Introduction to Ritual

In this unit, we will consider religious ritual. As you have probably come to expect, however, we immediately face a problem with definitions.  What is a ritual? The Concise Oxford Dictionary of World Religions offers this definition:   

Actions repeated in regular and predictable ways, both in religious and secular contexts, serving so many purposes that summary is impossible

Livingston offers a similar definition:

"A religious ritual can be defined as an agreed-on and formalized pattern of ceremonial movements and verbal expressions carried out in a sacred context."

This definition serves as a starting point, a challenge and a warning.  


A starting point:

The starting point is that rituals can be identified as actions repeated in regular and predictable ways.  Thus,  rituals consist of actions that are repeated in a set or agreed upon manner. This means that many activities can be classified as rituals. Shaking hands when greeting someone can be considered a ritual. Singing the National Anthem before a baseball game is definitely a ritual. Even within religious traditions, activities that seem to be non-rituals are in fact rituals.


The challenge

The challenge is to discern how religious rituals are different from secular rituals. Since actions can be repeated in predictable ways in both secular and religious contexts, what determines if a ritual is "religious?"  As we have noted, singing the National Anthem before the baseball game and shaking hands when greeting someone are definitely rituals, but they are not necessarily religious rituals. Context makes a ritual religious:    "A religious ritual can be defined as an agreed-on and formalized pattern of ceremonial movements and verbal expressions carried out in a sacred context."  (Livingston, Anatomy of the Sacred. Prentice Hall, 5th ed. p.81).  

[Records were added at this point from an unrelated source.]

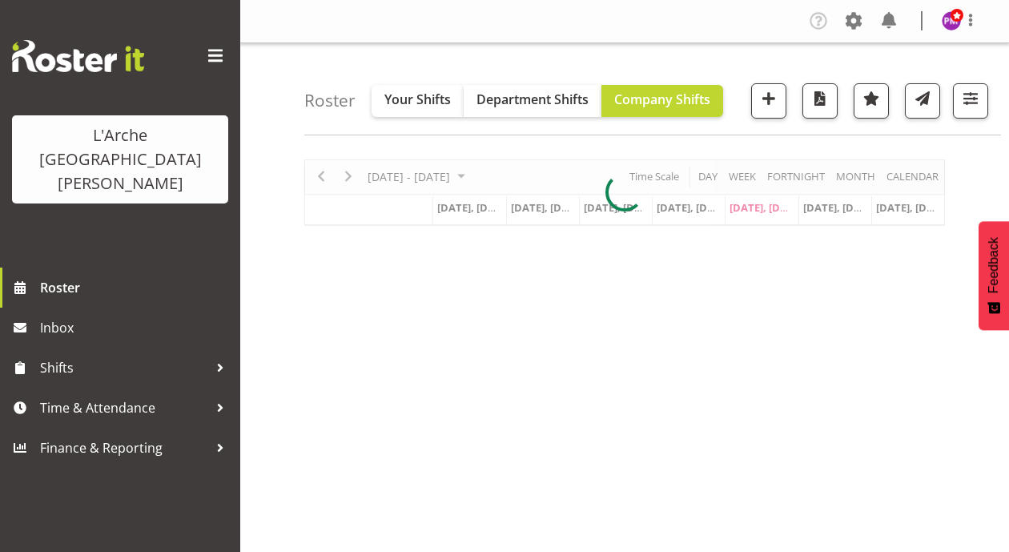 This screenshot has width=1009, height=552. Describe the element at coordinates (662, 101) in the screenshot. I see `button: Company Shifts` at that location.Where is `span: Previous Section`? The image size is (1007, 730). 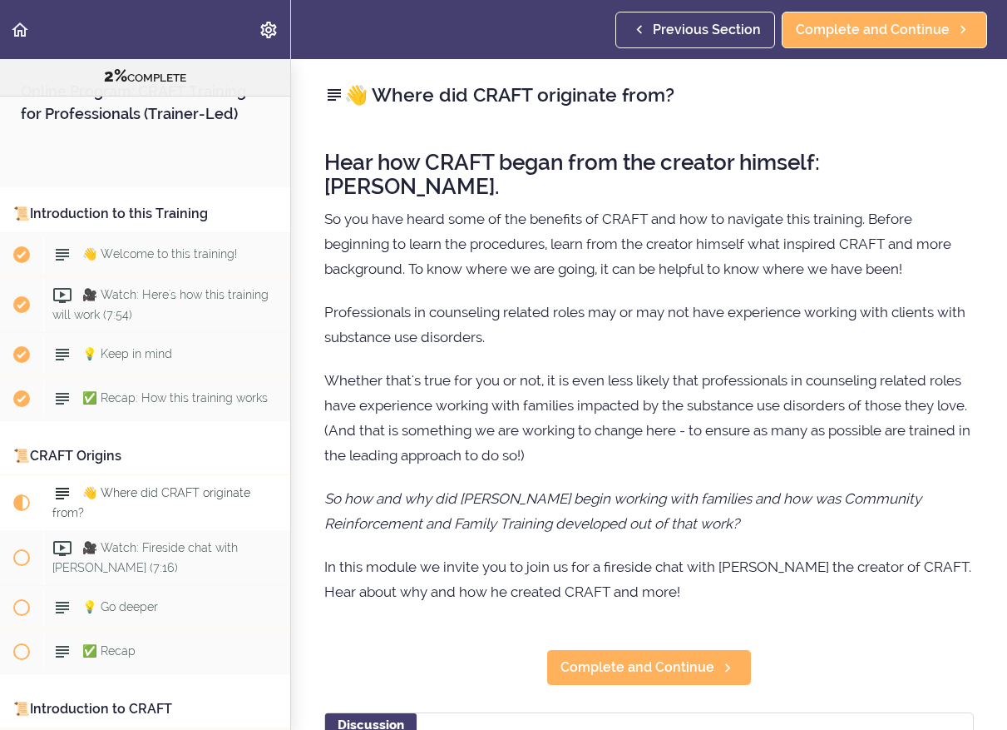 span: Previous Section is located at coordinates (707, 30).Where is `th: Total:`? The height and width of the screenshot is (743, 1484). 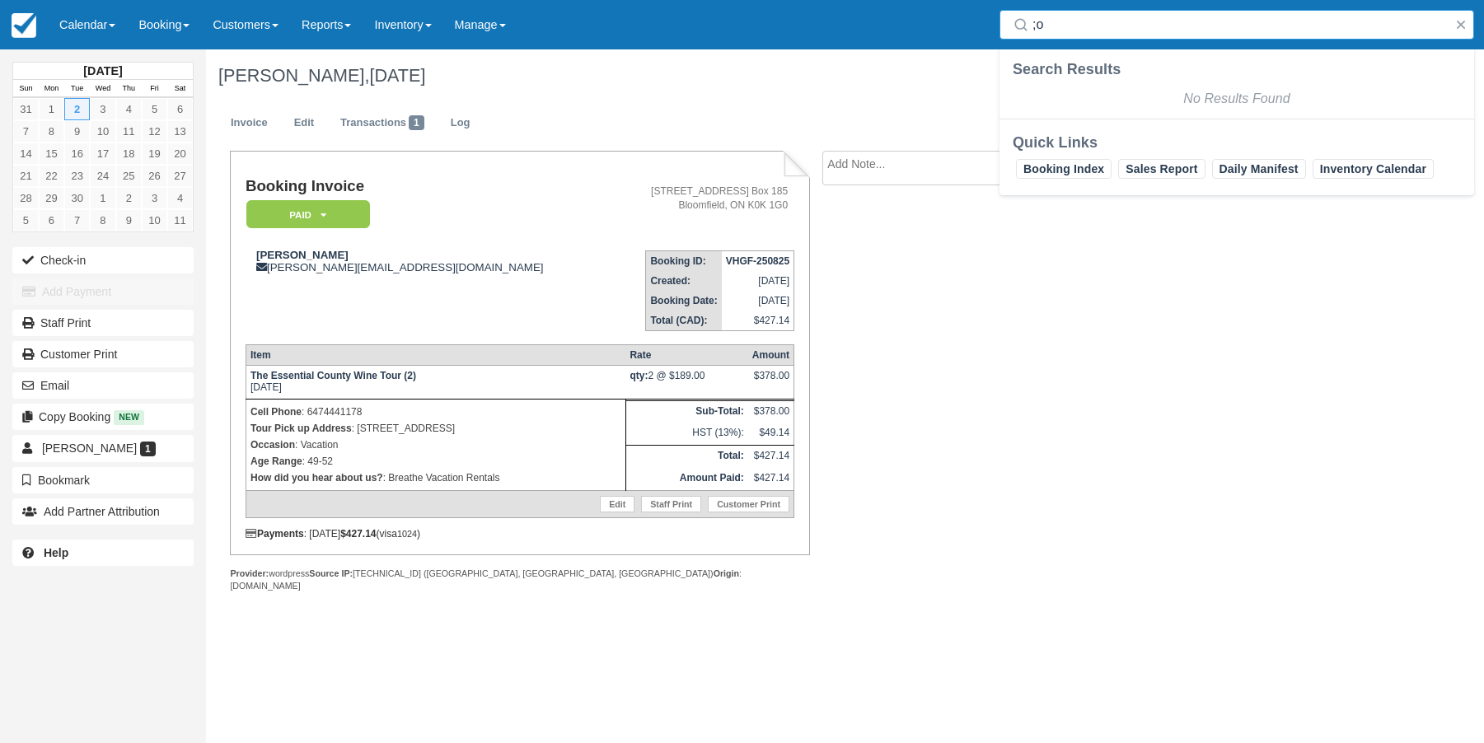 th: Total: is located at coordinates (686, 456).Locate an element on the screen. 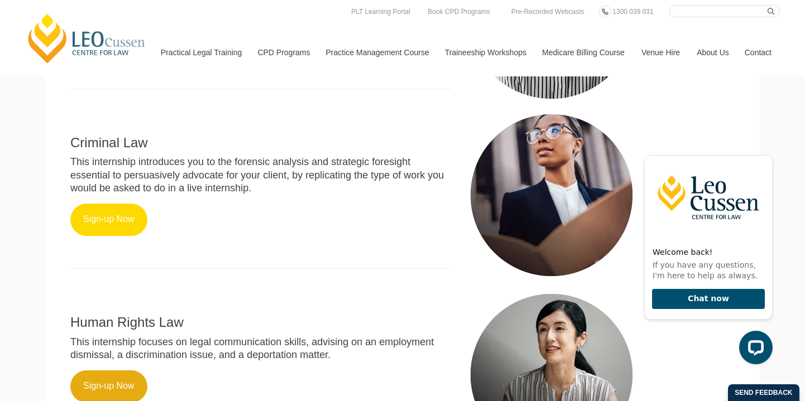 This screenshot has width=805, height=401. a: Traineeship Workshops is located at coordinates (485, 52).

The idea of sacred context indicates that  religious ritual makes use of  those things that reveal the sacred  (hierophanies).  In other words, religious rituals use sacred times, sacred space, sacred persons and sacred objects to connect participants  to the realm of the sacred. For example, a Church or Synagogue service will use sacred time (the Sunday or the Sabbath), along with sacred objects (for example, the Bible or the Torah) and sacred space (a sanctuary or synagogue) to help people connect to the realm of the sacred.

 

Connecting to the sacred can be risky, however.  Remember that the sacred is associated with a power that is distinct from the ordinary and beyond the control of human beings. One must be careful when entering the presence of the sacred. (Again - remember the ending to Raiders of the Lost Ark!). Emile Durkheim suggested that  sacred rituals "are the rules of conduct which prescribe how a man should comport himself in the presence of ...sacred objects." Put another way, rituals  help us to know what to do (and what not to do) in the presence of the sacred. In summary, we can say that a ritual is religious when its intention is to provide an acceptable means of connecting  participants to the realm of the sacred.

 

The Warning

The warning is that rituals have so many purposes and so many layers of meaning that not we can  not summarize them all in this unit.  Indeed, there is no total agreement on the purposes of any given religious ritual.  Thus, we will try to understand rituals are part of three main categories: 

  • Rituals of Re-enactment
  • Rites of passage
  • Temporal rites and celebrations.

Finally, we will consider the problems with ritual and the purpose of specific ritual actions in the context of worship.